My question is - if anyone simply born on US soil is a NBC, why would anyone even have any interest in changing the Constitution with regards to that requirement? What would be the point?
I disagree that you are either born a citizen or naturalized. And not all US Citizens are NBCs. Surely you don't consider Anchor babies NBC's. Have you no consideration for loyalty or allegiance?
The problem I have with Obama is his paternal allegiance. Actions speak much louder than words. What would have been his reason for travelling to Kenya, well after his 21st birthday to campaign for a purported paternal relative who believes in Sharia Law?
There can only be 3 answers to that question.
1. Obama, too, believes in Sharia Law.
2. Obama campaigned for Odinga out of loyalty to his father or his Kenyan tribe - whether he believes in Sharia Law is another issue. If he doesn't, he would still campaign for the man?
3. He just goes where the wind takes him and doesn't care what consequences his actions have - he has no belief / moral / integrity system - he just lives in the moment.
Personally - any of the 3 reasons don't speak well of Obama.
Our hearts and minds and how they connect with our roots/parents are strange things. Sometimes we do not act within reason when it comes to issues of the heart - precisely what the FF's were trying to guard against by requiring that POTUS have NO outside ties - no matter how far removed - to interfere with POTUS foreign and domestic decision making. For the knew such decisions could be corrupted in many ways, but first and foremost they wanted to try and guard against such to the extent that they had control.

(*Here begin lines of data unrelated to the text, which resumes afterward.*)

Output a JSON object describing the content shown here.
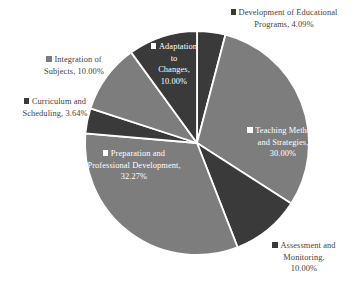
{
  "chart_data": {
    "type": "pie",
    "title": "",
    "subtitle": "",
    "xlabel": "",
    "ylabel": "",
    "legend_position": "data-labels-outside-and-inside",
    "grid": false,
    "start_angle_deg": 0,
    "direction": "clockwise",
    "categories": [
      "Development of Educational Programs",
      "Teaching Methods and Strategies",
      "Assessment and Monitoring",
      "Preparation and Professional Development",
      "Curriculum and Scheduling",
      "Integration of Subjects",
      "Adaptation to Changes"
    ],
    "values": [
      4.09,
      30.0,
      10.0,
      32.27,
      3.64,
      10.0,
      10.0
    ],
    "value_unit": "%",
    "slice_colors": [
      "#3a3a3a",
      "#7d7d7d",
      "#3a3a3a",
      "#7d7d7d",
      "#3a3a3a",
      "#7d7d7d",
      "#3a3a3a"
    ],
    "slices": [
      {
        "label": "Development of Educational Programs",
        "value": 4.09,
        "color": "#3a3a3a",
        "label_lines": [
          "Development of Educational",
          "Programs, 4.09%"
        ],
        "label_placement": "outside"
      },
      {
        "label": "Teaching Methods and Strategies",
        "value": 30.0,
        "color": "#7d7d7d",
        "label_lines": [
          "Teaching Methods",
          "and Strategies,",
          "30.00%"
        ],
        "label_placement": "inside"
      },
      {
        "label": "Assessment and Monitoring",
        "value": 10.0,
        "color": "#3a3a3a",
        "label_lines": [
          "Assessment and",
          "Monitoring,",
          "10.00%"
        ],
        "label_placement": "outside"
      },
      {
        "label": "Preparation and Professional Development",
        "value": 32.27,
        "color": "#7d7d7d",
        "label_lines": [
          "Preparation and",
          "Professional Development,",
          "32.27%"
        ],
        "label_placement": "inside"
      },
      {
        "label": "Curriculum and Scheduling",
        "value": 3.64,
        "color": "#3a3a3a",
        "label_lines": [
          "Curriculum and",
          "Scheduling, 3.64%"
        ],
        "label_placement": "outside"
      },
      {
        "label": "Integration of Subjects",
        "value": 10.0,
        "color": "#7d7d7d",
        "label_lines": [
          "Integration of",
          "Subjects, 10.00%"
        ],
        "label_placement": "outside"
      },
      {
        "label": "Adaptation to Changes",
        "value": 10.0,
        "color": "#3a3a3a",
        "label_lines": [
          "Adaptation",
          "to",
          "Changes,",
          "10.00%"
        ],
        "label_placement": "inside"
      }
    ]
  },
  "labels": {
    "programs": "Development of Educational Programs, 4.09%",
    "programs_line1": "Development of Educational",
    "programs_line2": "Programs, 4.09%",
    "teaching_line1": "Teaching Methods",
    "teaching_line2": "and Strategies,",
    "teaching_line3": "30.00%",
    "assessment_line1": "Assessment and",
    "assessment_line2": "Monitoring,",
    "assessment_line3": "10.00%",
    "preparation_line1": "Preparation and",
    "preparation_line2": "Professional Development,",
    "preparation_line3": "32.27%",
    "curriculum_line1": "Curriculum and",
    "curriculum_line2": "Scheduling, 3.64%",
    "integration_line1": "Integration of",
    "integration_line2": "Subjects, 10.00%",
    "adaptation_line1": "Adaptation",
    "adaptation_line2": "to",
    "adaptation_line3": "Changes,",
    "adaptation_line4": "10.00%"
  },
  "colors": {
    "dark_slice": "#3a3a3a",
    "light_slice": "#7d7d7d",
    "separator": "#ffffff",
    "background": "#ffffff",
    "outside_label_text": "#3f3f3f",
    "inside_label_text": "#ffffff"
  },
  "geometry": {
    "center_x": 197,
    "center_y": 143,
    "radius": 112
  }
}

No, the law of nations was not "adopted" by British Common Law. While parts of it were followed, within its jurisdiction, such as maritime law and foreign relations, it was not adopted wholesale. (I can't even locate the citizenship provision in LON - as I recall, its not itself decisive ). The British common law, was as stated in Wong Kim Ark, which the Indiana Court of Appeals quotes at length:
ReplyDelete"therefore every child born in England of alien parents was a natural-born subject, unless the child of an ambassador or other diplomatic agent of a foreign state, or of an alien enemy in hostile occupation of the place where the child was born.

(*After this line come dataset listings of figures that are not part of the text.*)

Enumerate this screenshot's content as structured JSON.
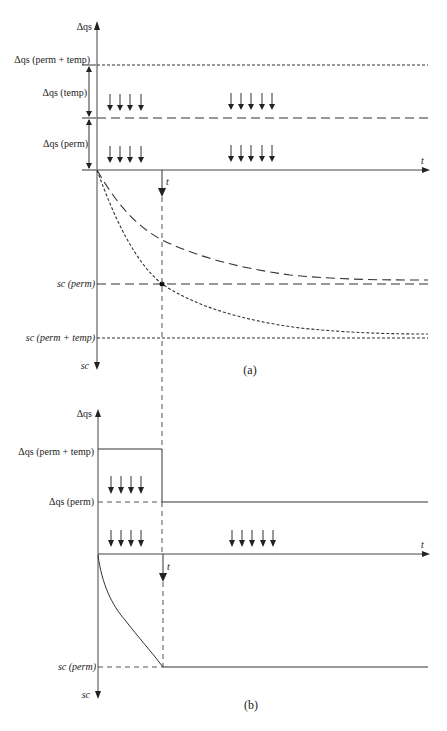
{
  "figure": {
    "panel_a": {
      "caption": "(a)",
      "y_axis_top_label": "Δqs",
      "y_axis_bottom_label": "sc",
      "x_axis_label": "t",
      "time_marker_label": "t",
      "load_labels": {
        "perm_plus_temp": "Δqs (perm + temp)",
        "temp": "Δqs (temp)",
        "perm": "Δqs (perm)"
      },
      "settlement_labels": {
        "perm": "sc (perm)",
        "perm_plus_temp": "sc (perm + temp)"
      },
      "load_arrow_groups": [
        {
          "position": "near-axis",
          "rows": 2,
          "arrows_per_row": 4
        },
        {
          "position": "far",
          "rows": 2,
          "arrows_per_row": 5
        }
      ]
    },
    "panel_b": {
      "caption": "(b)",
      "y_axis_top_label": "Δqs",
      "y_axis_bottom_label": "sc",
      "x_axis_label": "t",
      "time_marker_label": "t",
      "load_labels": {
        "perm_plus_temp": "Δqs (perm + temp)",
        "perm": "Δqs (perm)"
      },
      "settlement_labels": {
        "perm": "sc (perm)"
      },
      "load_arrow_groups": [
        {
          "position": "near-axis",
          "rows": 2,
          "arrows_per_row": 4
        },
        {
          "position": "far",
          "rows": 1,
          "arrows_per_row": 5
        }
      ]
    }
  }
}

III. The same rule was in force in all the English colonies upon this continent down to the time of the Declaration of Independence, and in the United States afterwards, and continued to prevail under the constitution as originally established."
The parents of Wong Kim Ark were Chinese. They returned to China 17-22 years after Wong was born. The Supreme Court nonetheless held that Wong was a natural born citizen. Despite the fact that Wong's parents lived in the US for a period of time, their allegiance was presumably to China. This did not change the fact that their son Wong, born in the US, was a natural born citizen.

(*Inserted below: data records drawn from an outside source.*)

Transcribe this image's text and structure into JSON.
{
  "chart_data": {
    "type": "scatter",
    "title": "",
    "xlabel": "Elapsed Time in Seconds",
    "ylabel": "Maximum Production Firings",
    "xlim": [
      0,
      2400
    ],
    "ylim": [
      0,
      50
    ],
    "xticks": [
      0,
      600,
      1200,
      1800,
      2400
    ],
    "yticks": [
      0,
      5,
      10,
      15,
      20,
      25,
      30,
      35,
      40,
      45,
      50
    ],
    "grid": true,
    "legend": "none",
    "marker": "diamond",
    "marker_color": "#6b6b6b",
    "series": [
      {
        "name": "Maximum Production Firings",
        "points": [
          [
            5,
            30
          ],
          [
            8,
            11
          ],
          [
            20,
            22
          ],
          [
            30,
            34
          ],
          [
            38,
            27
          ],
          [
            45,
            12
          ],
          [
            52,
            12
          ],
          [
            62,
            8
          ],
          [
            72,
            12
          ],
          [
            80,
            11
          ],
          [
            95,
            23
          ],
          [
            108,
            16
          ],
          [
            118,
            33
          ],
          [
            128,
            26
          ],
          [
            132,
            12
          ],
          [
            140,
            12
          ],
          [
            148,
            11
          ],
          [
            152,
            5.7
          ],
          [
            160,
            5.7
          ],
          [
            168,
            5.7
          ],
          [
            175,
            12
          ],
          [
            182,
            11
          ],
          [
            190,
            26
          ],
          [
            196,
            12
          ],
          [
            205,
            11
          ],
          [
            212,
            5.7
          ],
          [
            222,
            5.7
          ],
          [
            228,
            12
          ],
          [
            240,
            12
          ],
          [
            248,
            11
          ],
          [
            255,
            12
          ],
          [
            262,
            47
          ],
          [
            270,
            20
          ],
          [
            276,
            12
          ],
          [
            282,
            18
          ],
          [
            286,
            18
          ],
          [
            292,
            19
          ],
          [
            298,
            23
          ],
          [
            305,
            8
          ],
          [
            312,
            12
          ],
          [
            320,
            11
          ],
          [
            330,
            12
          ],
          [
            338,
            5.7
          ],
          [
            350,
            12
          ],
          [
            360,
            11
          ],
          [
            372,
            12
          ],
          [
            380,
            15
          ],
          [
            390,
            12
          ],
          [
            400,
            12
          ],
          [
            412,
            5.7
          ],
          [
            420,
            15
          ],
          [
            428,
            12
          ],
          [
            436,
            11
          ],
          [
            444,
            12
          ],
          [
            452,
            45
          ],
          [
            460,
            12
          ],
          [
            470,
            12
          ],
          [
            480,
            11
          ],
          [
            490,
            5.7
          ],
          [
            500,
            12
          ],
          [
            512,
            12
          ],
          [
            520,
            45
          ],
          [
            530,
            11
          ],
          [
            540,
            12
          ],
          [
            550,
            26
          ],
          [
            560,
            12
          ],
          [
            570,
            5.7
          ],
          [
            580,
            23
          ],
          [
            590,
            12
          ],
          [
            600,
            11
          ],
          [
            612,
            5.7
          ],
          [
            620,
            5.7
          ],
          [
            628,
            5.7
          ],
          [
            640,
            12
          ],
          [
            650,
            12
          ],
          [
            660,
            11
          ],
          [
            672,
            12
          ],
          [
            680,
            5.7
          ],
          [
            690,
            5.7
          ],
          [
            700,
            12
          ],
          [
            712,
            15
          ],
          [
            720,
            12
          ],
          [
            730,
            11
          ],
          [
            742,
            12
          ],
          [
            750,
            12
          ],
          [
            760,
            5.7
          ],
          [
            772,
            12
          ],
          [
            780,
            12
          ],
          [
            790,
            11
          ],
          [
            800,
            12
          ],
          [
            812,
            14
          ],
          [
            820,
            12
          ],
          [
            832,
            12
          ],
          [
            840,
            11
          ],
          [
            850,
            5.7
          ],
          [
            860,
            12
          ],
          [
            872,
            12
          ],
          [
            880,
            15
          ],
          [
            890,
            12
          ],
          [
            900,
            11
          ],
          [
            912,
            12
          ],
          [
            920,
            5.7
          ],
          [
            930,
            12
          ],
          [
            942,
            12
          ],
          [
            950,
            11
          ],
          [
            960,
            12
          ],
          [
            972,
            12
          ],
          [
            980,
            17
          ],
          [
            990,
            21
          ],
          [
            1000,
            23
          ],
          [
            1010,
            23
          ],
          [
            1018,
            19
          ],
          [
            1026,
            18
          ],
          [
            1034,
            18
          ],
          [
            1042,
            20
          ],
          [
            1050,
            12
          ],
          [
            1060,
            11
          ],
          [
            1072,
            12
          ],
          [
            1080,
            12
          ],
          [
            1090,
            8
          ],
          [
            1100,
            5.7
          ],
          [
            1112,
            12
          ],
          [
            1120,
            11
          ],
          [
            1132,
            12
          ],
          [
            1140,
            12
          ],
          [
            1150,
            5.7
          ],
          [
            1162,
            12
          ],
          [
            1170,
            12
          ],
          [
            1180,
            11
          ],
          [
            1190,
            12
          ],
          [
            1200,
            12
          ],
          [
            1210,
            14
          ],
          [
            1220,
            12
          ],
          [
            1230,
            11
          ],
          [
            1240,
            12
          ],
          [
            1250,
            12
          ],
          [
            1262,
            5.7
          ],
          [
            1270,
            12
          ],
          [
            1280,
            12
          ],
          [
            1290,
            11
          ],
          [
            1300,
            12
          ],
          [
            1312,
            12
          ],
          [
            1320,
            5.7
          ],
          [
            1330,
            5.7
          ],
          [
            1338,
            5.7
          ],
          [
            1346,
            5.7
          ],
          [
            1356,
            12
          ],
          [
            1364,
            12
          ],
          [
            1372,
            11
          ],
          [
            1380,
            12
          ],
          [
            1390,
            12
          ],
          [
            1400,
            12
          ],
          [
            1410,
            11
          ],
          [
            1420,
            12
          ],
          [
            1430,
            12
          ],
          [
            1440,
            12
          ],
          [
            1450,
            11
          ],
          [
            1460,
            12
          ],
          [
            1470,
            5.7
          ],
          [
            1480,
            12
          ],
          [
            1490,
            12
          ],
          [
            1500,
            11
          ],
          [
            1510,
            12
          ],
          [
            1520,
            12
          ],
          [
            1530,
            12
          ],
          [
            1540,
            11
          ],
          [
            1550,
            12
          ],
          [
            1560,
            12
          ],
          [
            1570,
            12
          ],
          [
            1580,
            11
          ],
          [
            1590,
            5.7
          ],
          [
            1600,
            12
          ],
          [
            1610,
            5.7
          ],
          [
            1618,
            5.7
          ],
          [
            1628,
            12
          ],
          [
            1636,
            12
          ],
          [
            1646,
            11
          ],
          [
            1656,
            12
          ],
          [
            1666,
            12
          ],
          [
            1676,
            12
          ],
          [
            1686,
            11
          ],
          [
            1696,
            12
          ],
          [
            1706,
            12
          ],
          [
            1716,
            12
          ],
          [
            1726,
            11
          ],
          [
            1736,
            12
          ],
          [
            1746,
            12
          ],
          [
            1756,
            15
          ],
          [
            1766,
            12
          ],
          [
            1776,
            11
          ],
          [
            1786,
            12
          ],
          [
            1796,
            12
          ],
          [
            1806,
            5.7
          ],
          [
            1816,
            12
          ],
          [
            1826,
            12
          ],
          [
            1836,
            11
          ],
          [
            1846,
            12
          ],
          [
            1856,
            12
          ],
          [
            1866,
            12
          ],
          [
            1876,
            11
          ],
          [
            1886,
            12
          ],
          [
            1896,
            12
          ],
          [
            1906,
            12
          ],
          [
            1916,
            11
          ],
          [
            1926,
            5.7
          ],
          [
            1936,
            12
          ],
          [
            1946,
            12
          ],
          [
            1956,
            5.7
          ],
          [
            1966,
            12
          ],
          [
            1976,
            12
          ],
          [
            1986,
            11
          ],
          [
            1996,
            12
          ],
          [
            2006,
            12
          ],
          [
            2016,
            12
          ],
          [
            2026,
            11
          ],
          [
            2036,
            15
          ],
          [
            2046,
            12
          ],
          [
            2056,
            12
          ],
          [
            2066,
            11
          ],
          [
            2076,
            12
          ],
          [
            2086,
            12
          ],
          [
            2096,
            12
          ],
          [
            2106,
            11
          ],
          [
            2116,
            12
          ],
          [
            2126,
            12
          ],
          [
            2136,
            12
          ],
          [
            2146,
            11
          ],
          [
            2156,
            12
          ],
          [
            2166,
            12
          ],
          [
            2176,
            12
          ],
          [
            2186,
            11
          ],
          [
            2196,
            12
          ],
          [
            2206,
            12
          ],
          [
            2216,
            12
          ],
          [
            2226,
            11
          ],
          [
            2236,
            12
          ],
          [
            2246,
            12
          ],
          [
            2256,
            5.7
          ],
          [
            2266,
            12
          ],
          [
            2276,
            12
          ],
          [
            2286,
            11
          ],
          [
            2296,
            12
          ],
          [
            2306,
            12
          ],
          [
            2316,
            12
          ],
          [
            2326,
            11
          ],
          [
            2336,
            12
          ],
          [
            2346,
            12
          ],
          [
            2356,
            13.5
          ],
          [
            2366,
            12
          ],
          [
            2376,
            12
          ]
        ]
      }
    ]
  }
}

IndyPaul, you are wrong when you state the third sentence below.
ReplyDelete"The parents of Wong Kim Ark were Chinese. They returned to China 17-22 years after Wong was born. The Supreme Court nonetheless held that Wong was a natural born citizen."
You will provide the EXACT quotation in the WKA case which specifically says he was "natural born citizen".
And you may not use THIS one, which says he is a "citizen".
"His allegiance to the United States is direct and immediate…and his child, as said by Mr. Binney in his essay before quoted, ‘If born in the country, is as much a citizen as the natural-born child of a citizen…’"
Did ypoui see that, IndyPaul? The Supreme Court in WKA case, is comparing him (son of an alien) to a "natural-born son of a citizen. BOTH are "citizens", buy only the son of the citizen is called "natural-born".
So, please providde the exact sentence of the WKA case wherein HE is called a "natural born citizen".
William,
ReplyDeleteThe phase "as much" means to the same degree. The Court compares the natural born son of a citizen to the natural born son of an alien, and says they are the same.